The Henson Journals

Wed 2 November 1927

Volume 43, Page 176

[176]

Wednesday, November 2nd, 1927.

[symbol]

Another day has slipped and still no effective start has been made on that detestable Edinburgh speech. I read through Raleigh's Lecture on RLS, which is of course, crammed with good things, & I dipped into 'Virginibus Puerisque', and then I went to the dentist. After lunch Ella and I motored to Wolviston, where I baptized Ernest Alfred Webster in the parish church. We had tea with the babe's grandmother, & then returned to the Castle.

Lionel, Parry–Evans, and I motored to Hamsterley, where I instituted or rather collated a poor shrinking creature named McGowan to the Vicarage of that parish. The church was filled, and atmosphere (since there appeared to be no method of ventilating the Church) was deadly. No words can describe the badness of the organ and the incompetence of the choir. Archdeacon Derry inducted the new Vicar, and Cecil Ferens administered the oaths.

The consequences of Barnes's folly begin to appear, e.g. there is a letter in the Times from the warden of Keble calling for a change in the method of appointing bishops, and the Federation of Catholic priests has informed the Ecclesiastical Committee of its determination to reserve the Sacrament in the parish churches whether the Bishops approve or not! The prospect of a restoration of discipline grow definitely darker.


- **TASK INSTRUCTIONS**
Each line of the data below should be restated exactly, with images left out.

------

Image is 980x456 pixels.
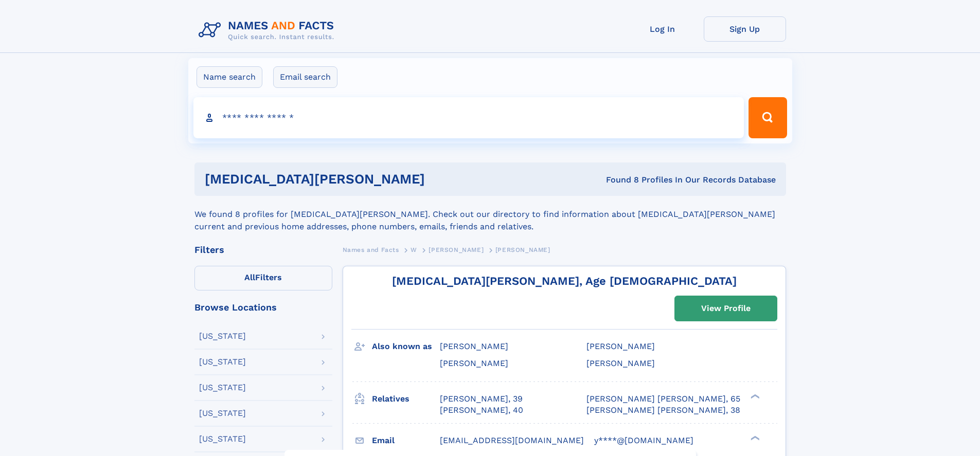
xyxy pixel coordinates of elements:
[748,97,787,138] button: Search Button
[410,246,417,254] span: W
[704,16,786,42] a: Sign Up
[199,358,246,366] div: [US_STATE]
[428,243,484,256] a: [PERSON_NAME]
[343,243,399,256] a: Names and Facts
[273,66,337,88] label: Email search
[586,341,655,351] span: [PERSON_NAME]
[440,341,508,351] span: [PERSON_NAME]
[586,393,740,405] a: [PERSON_NAME] [PERSON_NAME], 65
[372,432,440,450] h3: Email
[428,246,484,254] span: [PERSON_NAME]
[621,16,704,42] a: Log In
[199,332,246,341] div: [US_STATE]
[372,338,440,355] h3: Also known as
[199,409,246,417] div: [US_STATE]
[197,66,262,88] label: Name search
[392,274,737,287] a: [MEDICAL_DATA][PERSON_NAME], Age [DEMOGRAPHIC_DATA]
[586,405,740,416] a: [PERSON_NAME] [PERSON_NAME], 38
[440,405,523,416] a: [PERSON_NAME], 40
[675,296,777,320] a: View Profile
[440,393,522,405] a: [PERSON_NAME], 39
[195,245,332,254] div: Filters
[372,390,440,407] h3: Relatives
[748,435,760,441] div: ❯
[244,272,255,282] span: All
[199,435,246,443] div: [US_STATE]
[195,266,332,291] label: Filters
[515,174,776,186] div: Found 8 Profiles In Our Records Database
[195,16,343,44] img: Logo Names and Facts
[410,243,417,256] a: W
[195,303,332,312] div: Browse Locations
[701,296,750,320] div: View Profile
[204,173,515,186] h1: [MEDICAL_DATA][PERSON_NAME]
[495,246,550,254] span: [PERSON_NAME]
[748,392,760,400] div: ❯
[440,435,583,445] span: [EMAIL_ADDRESS][DOMAIN_NAME]
[440,358,508,368] span: [PERSON_NAME]
[199,383,246,392] div: [US_STATE]
[586,358,655,368] span: [PERSON_NAME]
[195,196,786,233] div: We found 8 profiles for [MEDICAL_DATA][PERSON_NAME]. Check out our directory to find information ...
[193,97,744,138] input: search input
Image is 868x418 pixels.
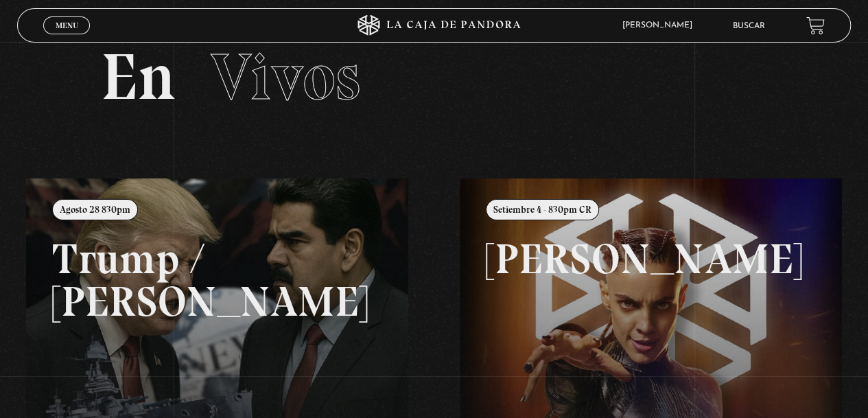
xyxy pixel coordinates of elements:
[211,38,361,116] span: Vivos
[56,21,78,30] span: Menu
[806,16,825,35] a: View your shopping cart
[733,22,765,30] a: Buscar
[615,21,706,30] span: [PERSON_NAME]
[51,33,83,43] span: Cerrar
[101,45,768,110] h2: En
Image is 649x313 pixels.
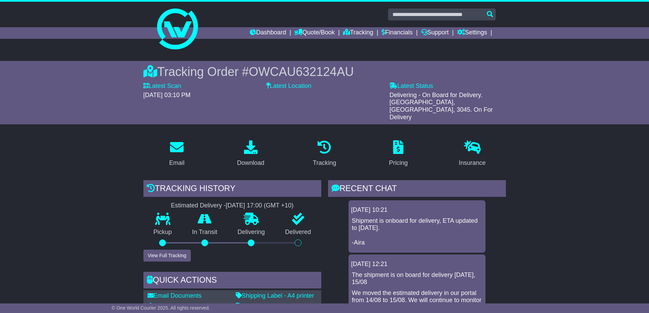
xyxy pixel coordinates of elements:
a: Tracking [343,27,373,39]
span: [DATE] 03:10 PM [143,92,191,98]
p: Delivered [275,229,321,236]
label: Latest Scan [143,82,181,90]
p: We moved the estimated delivery in our portal from 14/08 to 15/08. We will continue to monitor un... [352,290,482,312]
a: Download [233,138,269,170]
div: Insurance [459,158,486,168]
div: RECENT CHAT [328,180,506,199]
label: Latest Status [389,82,433,90]
p: The shipment is on board for delivery [DATE], 15/08 [352,272,482,286]
a: Tracking [308,138,340,170]
p: Pickup [143,229,182,236]
a: Email Documents [148,292,202,299]
a: Financials [382,27,413,39]
a: Shipping Label - A4 printer [236,292,314,299]
div: Tracking history [143,180,321,199]
a: Pricing [385,138,412,170]
div: Tracking Order # [143,64,506,79]
a: Settings [457,27,487,39]
p: Shipment is onboard for delivery, ETA updated to [DATE]. -Aira [352,217,482,247]
a: Quote/Book [294,27,335,39]
div: Tracking [313,158,336,168]
div: [DATE] 17:00 (GMT +10) [226,202,294,210]
div: Email [169,158,184,168]
div: Quick Actions [143,272,321,290]
div: [DATE] 12:21 [351,261,483,268]
a: Support [421,27,449,39]
span: OWCAU632124AU [249,65,354,79]
a: Download Documents [148,303,214,310]
span: Delivering - On Board for Delivery. [GEOGRAPHIC_DATA], [GEOGRAPHIC_DATA], 3045. On For Delivery [389,92,493,121]
div: [DATE] 10:21 [351,206,483,214]
span: © One World Courier 2025. All rights reserved. [112,305,210,311]
div: Pricing [389,158,408,168]
div: Download [237,158,264,168]
a: Email [165,138,189,170]
a: Insurance [454,138,490,170]
p: In Transit [182,229,228,236]
p: Delivering [228,229,275,236]
button: View Full Tracking [143,250,191,262]
div: Estimated Delivery - [143,202,321,210]
label: Latest Location [266,82,311,90]
a: Dashboard [250,27,286,39]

------

- **OUTPUT FOR THIS TASK**
Image is 980x456 pixels.
xyxy pixel coordinates of elements:
[748,97,787,138] button: Search Button
[410,246,417,254] span: W
[704,16,786,42] a: Sign Up
[199,358,246,366] div: [US_STATE]
[428,243,484,256] a: [PERSON_NAME]
[343,243,399,256] a: Names and Facts
[273,66,337,88] label: Email search
[586,341,655,351] span: [PERSON_NAME]
[440,341,508,351] span: [PERSON_NAME]
[586,393,740,405] a: [PERSON_NAME] [PERSON_NAME], 65
[372,432,440,450] h3: Email
[428,246,484,254] span: [PERSON_NAME]
[621,16,704,42] a: Log In
[199,332,246,341] div: [US_STATE]
[372,338,440,355] h3: Also known as
[199,409,246,417] div: [US_STATE]
[197,66,262,88] label: Name search
[392,274,737,287] a: [MEDICAL_DATA][PERSON_NAME], Age [DEMOGRAPHIC_DATA]
[586,405,740,416] a: [PERSON_NAME] [PERSON_NAME], 38
[440,405,523,416] a: [PERSON_NAME], 40
[675,296,777,320] a: View Profile
[440,393,522,405] a: [PERSON_NAME], 39
[195,245,332,254] div: Filters
[372,390,440,407] h3: Relatives
[748,435,760,441] div: ❯
[244,272,255,282] span: All
[199,435,246,443] div: [US_STATE]
[195,266,332,291] label: Filters
[515,174,776,186] div: Found 8 Profiles In Our Records Database
[195,16,343,44] img: Logo Names and Facts
[410,243,417,256] a: W
[195,303,332,312] div: Browse Locations
[701,296,750,320] div: View Profile
[204,173,515,186] h1: [MEDICAL_DATA][PERSON_NAME]
[495,246,550,254] span: [PERSON_NAME]
[748,392,760,400] div: ❯
[440,435,583,445] span: [EMAIL_ADDRESS][DOMAIN_NAME]
[440,358,508,368] span: [PERSON_NAME]
[199,383,246,392] div: [US_STATE]
[586,358,655,368] span: [PERSON_NAME]
[195,196,786,233] div: We found 8 profiles for [MEDICAL_DATA][PERSON_NAME]. Check out our directory to find information ...
[193,97,744,138] input: search input
Image is 868x418 pixels.
xyxy pixel coordinates of elements:
[211,38,361,116] span: Vivos
[56,21,78,30] span: Menu
[806,16,825,35] a: View your shopping cart
[733,22,765,30] a: Buscar
[615,21,706,30] span: [PERSON_NAME]
[51,33,83,43] span: Cerrar
[101,45,768,110] h2: En
Image is 649x313 pixels.
xyxy pixel coordinates of elements:
a: Tracking [343,27,373,39]
span: [DATE] 03:10 PM [143,92,191,98]
p: Delivered [275,229,321,236]
label: Latest Scan [143,82,181,90]
p: We moved the estimated delivery in our portal from 14/08 to 15/08. We will continue to monitor un... [352,290,482,312]
a: Download [233,138,269,170]
div: Insurance [459,158,486,168]
div: RECENT CHAT [328,180,506,199]
label: Latest Status [389,82,433,90]
p: The shipment is on board for delivery [DATE], 15/08 [352,272,482,286]
a: Tracking [308,138,340,170]
p: Pickup [143,229,182,236]
a: Email Documents [148,292,202,299]
a: Financials [382,27,413,39]
a: Shipping Label - A4 printer [236,292,314,299]
div: Tracking history [143,180,321,199]
a: Pricing [385,138,412,170]
div: Tracking Order # [143,64,506,79]
a: Settings [457,27,487,39]
p: Shipment is onboard for delivery, ETA updated to [DATE]. -Aira [352,217,482,247]
a: Quote/Book [294,27,335,39]
div: Tracking [313,158,336,168]
div: [DATE] 17:00 (GMT +10) [226,202,294,210]
div: Email [169,158,184,168]
div: Quick Actions [143,272,321,290]
div: [DATE] 12:21 [351,261,483,268]
a: Support [421,27,449,39]
span: OWCAU632124AU [249,65,354,79]
a: Download Documents [148,303,214,310]
span: Delivering - On Board for Delivery. [GEOGRAPHIC_DATA], [GEOGRAPHIC_DATA], 3045. On For Delivery [389,92,493,121]
div: [DATE] 10:21 [351,206,483,214]
span: © One World Courier 2025. All rights reserved. [112,305,210,311]
div: Pricing [389,158,408,168]
div: Download [237,158,264,168]
a: Email [165,138,189,170]
a: Insurance [454,138,490,170]
p: In Transit [182,229,228,236]
p: Delivering [228,229,275,236]
button: View Full Tracking [143,250,191,262]
div: Estimated Delivery - [143,202,321,210]
label: Latest Location [266,82,311,90]
a: Dashboard [250,27,286,39]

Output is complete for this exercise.